With longer-lived devices, broader connectivity and hybrid architectures now taking hold, the economics of visibility look very different than they did even a year ago. Low-margin, non-powered, and returnable assets— pallets, bins, crates, dollies, tools— finally become viable to monitor because the devices attached to them last for years and remain visible in every environment they pass through.

Once those everyday assets are visible, organizations can start to see how shipments actually move— where things slow down, where equipment ends up, and where losses occur— without the cost or complexity that made this level of tracking unrealistic in the past. And as more of these assets report in, the gaps that used to create delays and uncertainty begin to shrink.

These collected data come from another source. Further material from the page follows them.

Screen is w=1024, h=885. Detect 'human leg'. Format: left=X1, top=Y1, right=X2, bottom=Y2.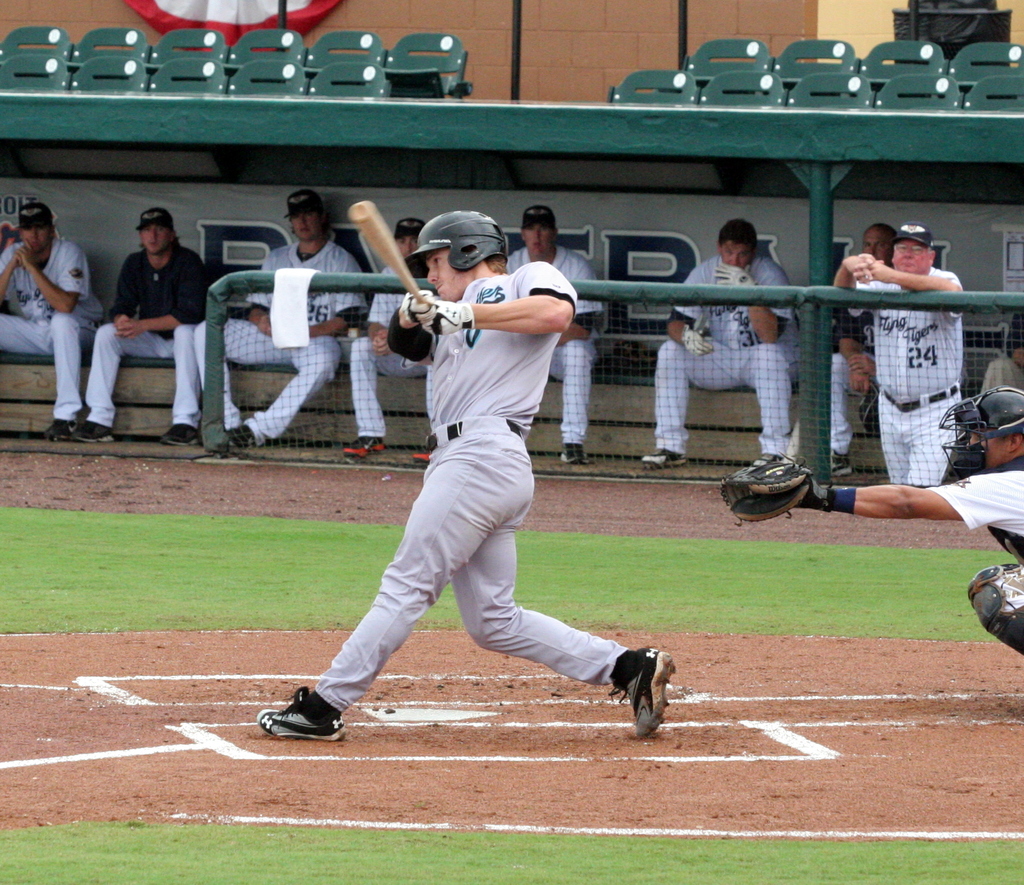
left=910, top=392, right=956, bottom=484.
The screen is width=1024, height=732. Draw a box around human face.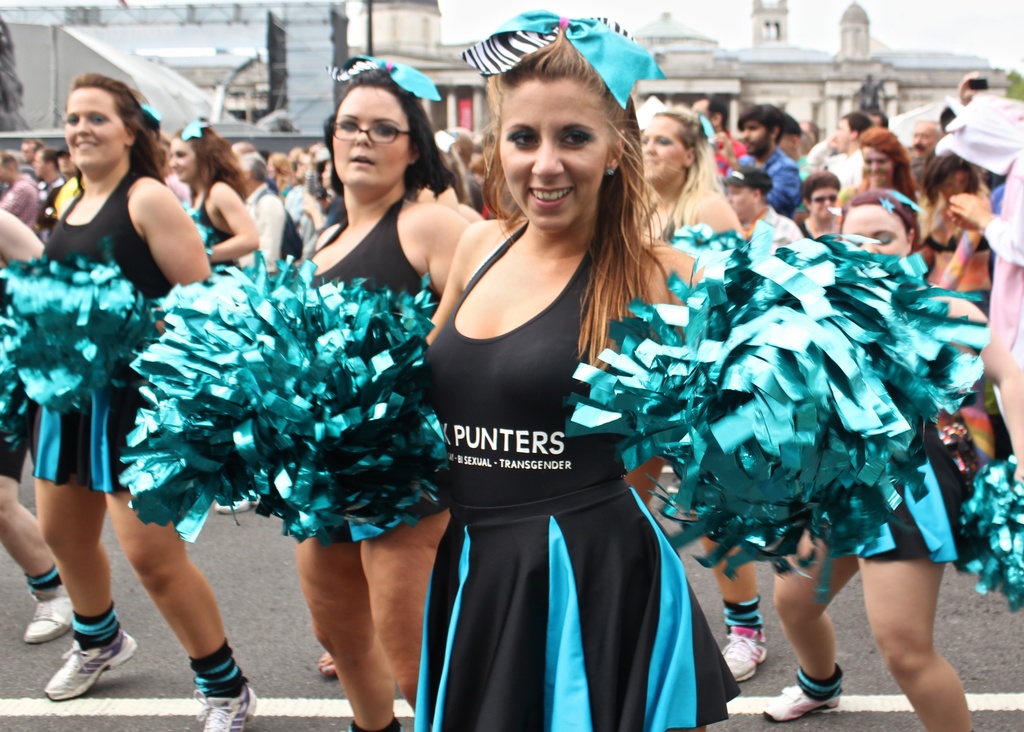
box(329, 86, 420, 183).
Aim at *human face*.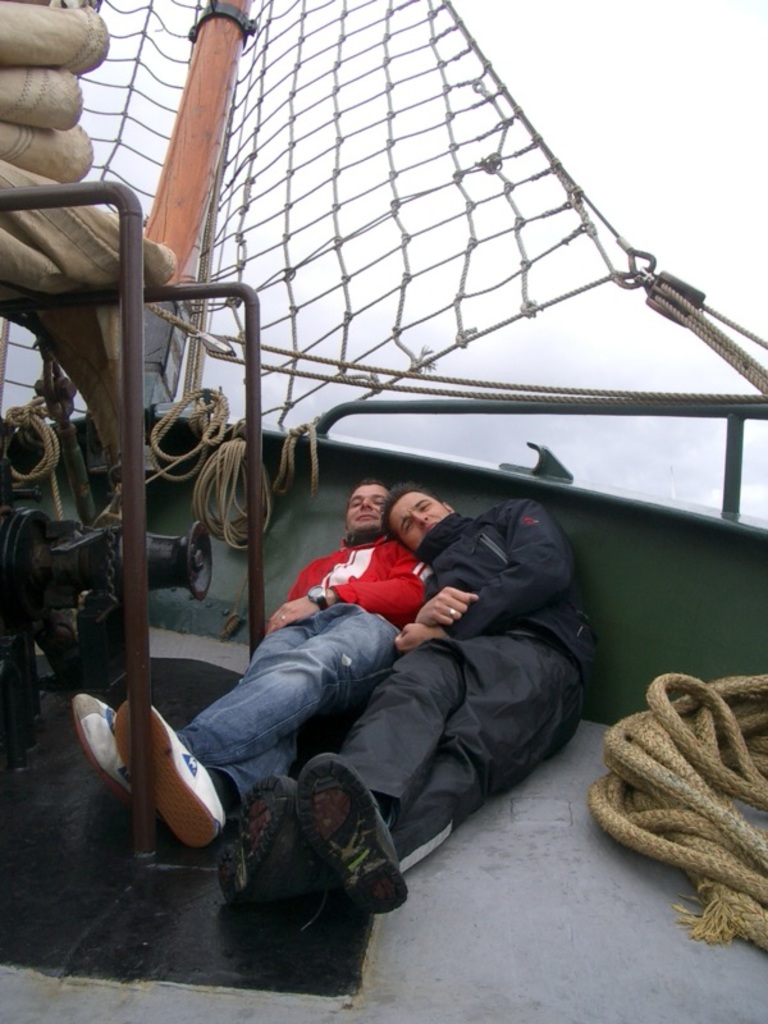
Aimed at l=340, t=484, r=389, b=530.
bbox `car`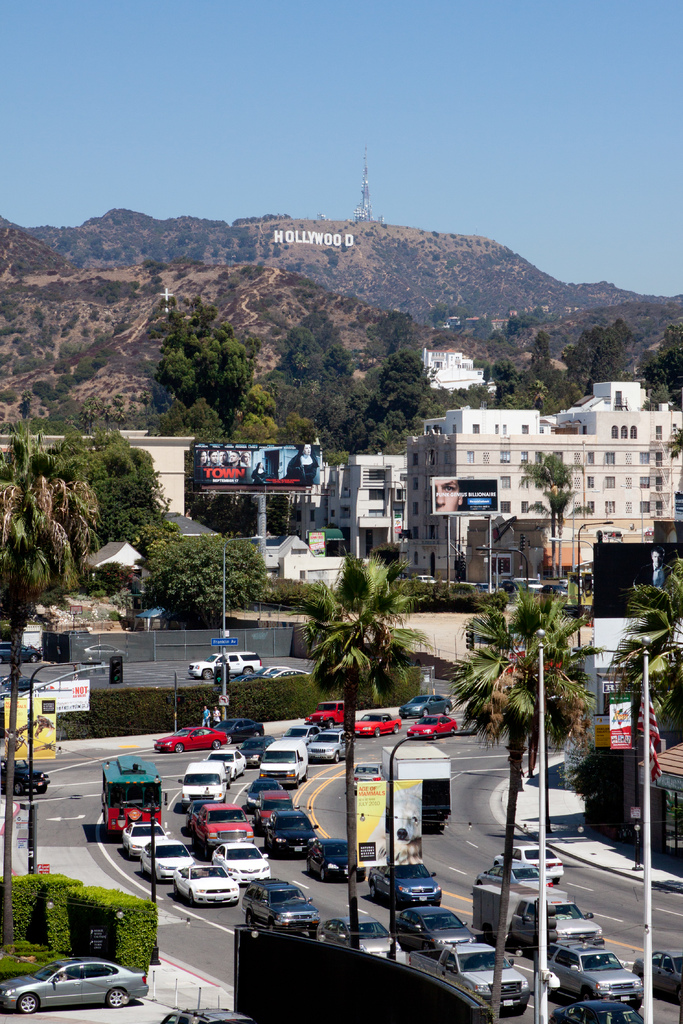
locate(345, 701, 413, 736)
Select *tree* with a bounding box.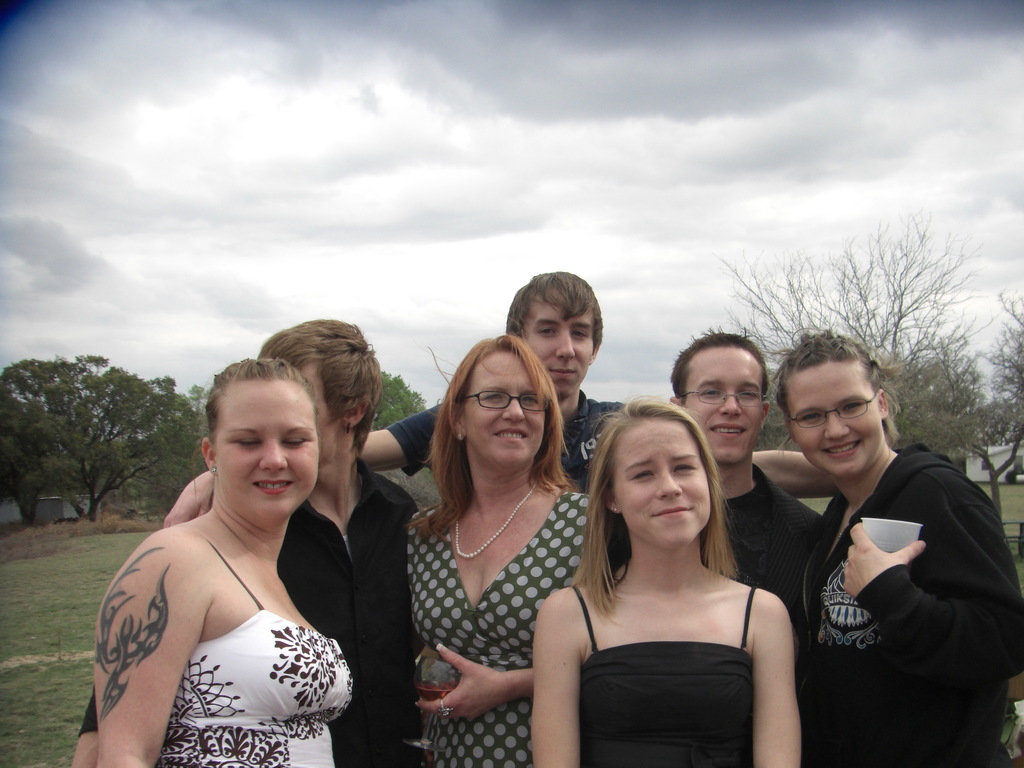
(left=140, top=406, right=196, bottom=512).
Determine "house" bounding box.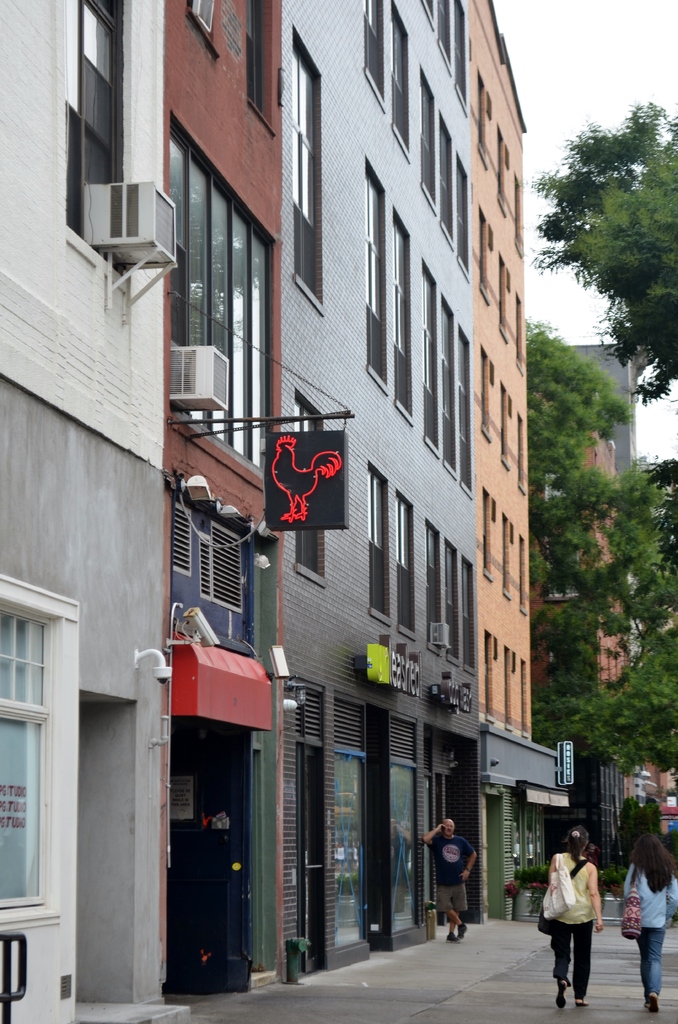
Determined: pyautogui.locateOnScreen(472, 0, 579, 927).
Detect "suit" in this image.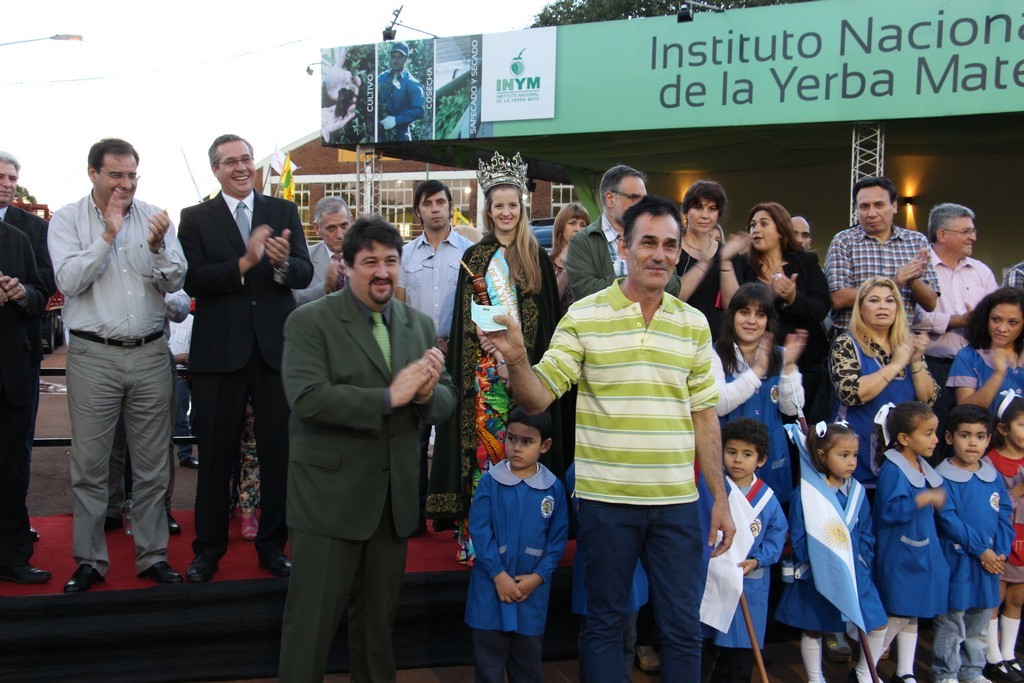
Detection: <bbox>0, 220, 46, 564</bbox>.
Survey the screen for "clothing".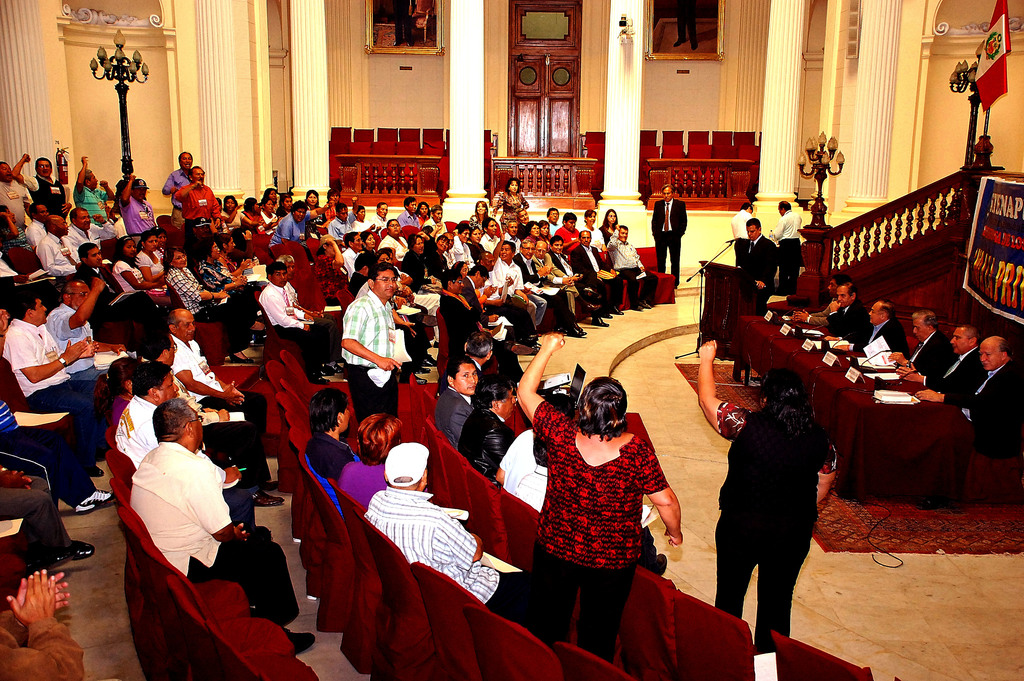
Survey found: 5,318,114,452.
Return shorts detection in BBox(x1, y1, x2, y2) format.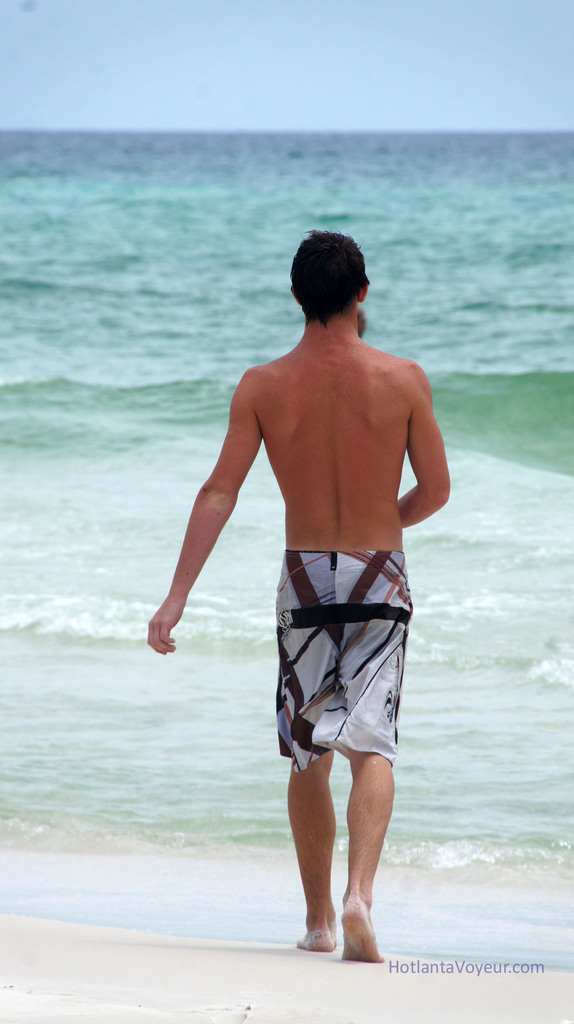
BBox(245, 555, 429, 781).
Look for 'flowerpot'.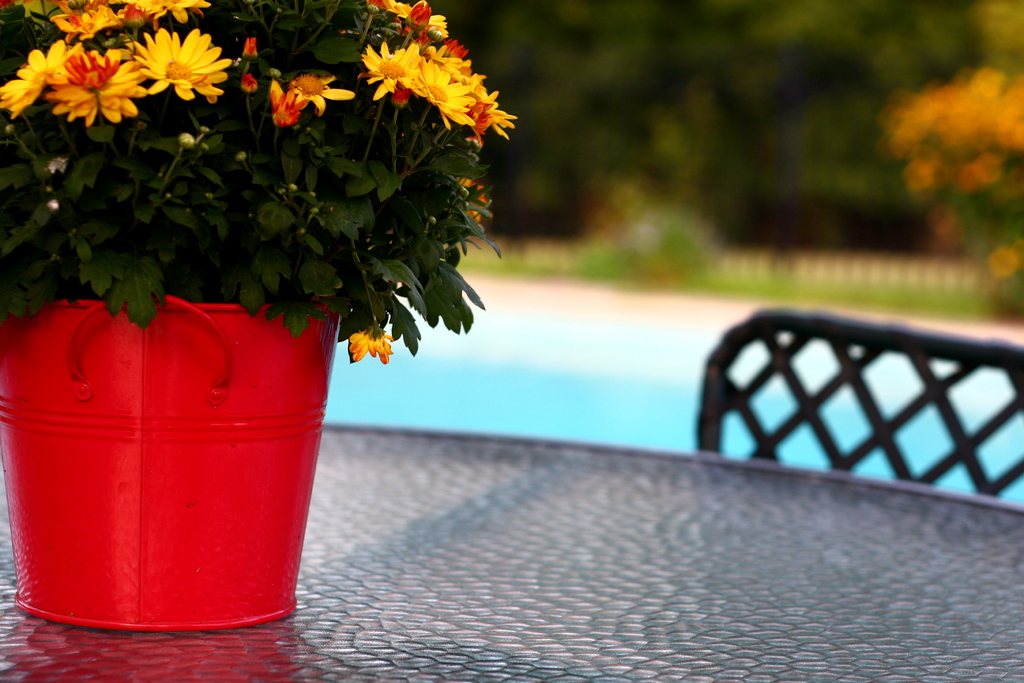
Found: [x1=9, y1=235, x2=344, y2=646].
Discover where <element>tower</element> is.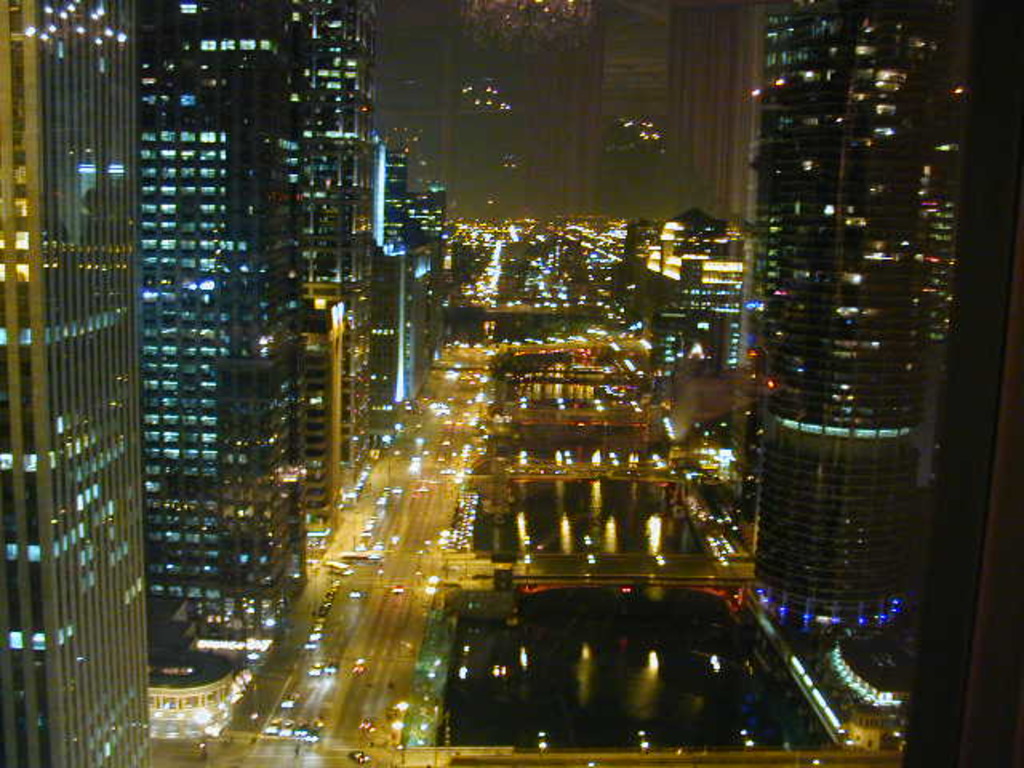
Discovered at <box>139,0,312,670</box>.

A New Role for IoT: Supporting AI-Native Operations

For most of IoT’s history, the data it generated was an end unto itself. Devices captured what was happening in the physical world and surfaced that information to operators who used it for monitoring, analysis, and decision-making. That function isn’t going away, but IoT data is becoming a means to a new end: empowering enterprise artificial intelligence (AI).

AI systems are being deployed across more enterprise workflows, and their effectiveness depends on the quality, precision, and recency of the data they consume. Today’s IoT hardware solutions provide something traditional datasets can’t: a continuous stream of ground-truth signals from the physical world. This is a shift away from historic, forecasted, or spreadsheet-based data toward live operational context that AI models can analyze, learn from, and act on.

As organizations build more of their planning, forecasting, and automation workflows around AI, IoT becomes a reliable mechanism that keeps those systems current. And in 2026, we expect IoT deployments to accelerate for this dual purpose – supporting long-established tracking needs while also serving as a foundational data source for AI-native operations.

What 2026 Means for IoT in Practice

The shifts underway as we enter 2026 change what teams can reasonably expect from IoT. Visibility becomes steadier, less manual, and less dependent on ideal conditions. Shipments stay in view as they move through carriers, yards, and customer facilities. Assets that were once impractical to monitor start contributing reliable signals across their full lifecycle, providing the real-world data AI systems increasingly depend on.

The advantage is critical: organizations gain real operational intelligence without adding cost or complexity to maintain it. What we’re seeing today is IoT maturing, and the systems that embrace these shifts will be the ones that operate more intelligently and more efficiently in the years ahead.

About the Author: Loic Barancourt, CEO, Digital Matter

Loïc Barancourt is the Chief Executive Officer of Digital Matter, a global leader in IoT hardware solutions. He brings over 15 years of international experience in IoT, telecommunications, and enterprise technology, with a track record of scaling high‑growth businesses and driving innovation. Before joining Digital Matter, Loïc held senior commercial and leadership roles at UnaBiz and founded Thinxtra, an IoT venture he grew from inception across the Asia‑Pacific region. With an engineering background and a strong focus on using connected devices to improve real‑world operations, he now leads Digital Matter’s global expansion and long‑life asset tracking strategy across key industries and markets.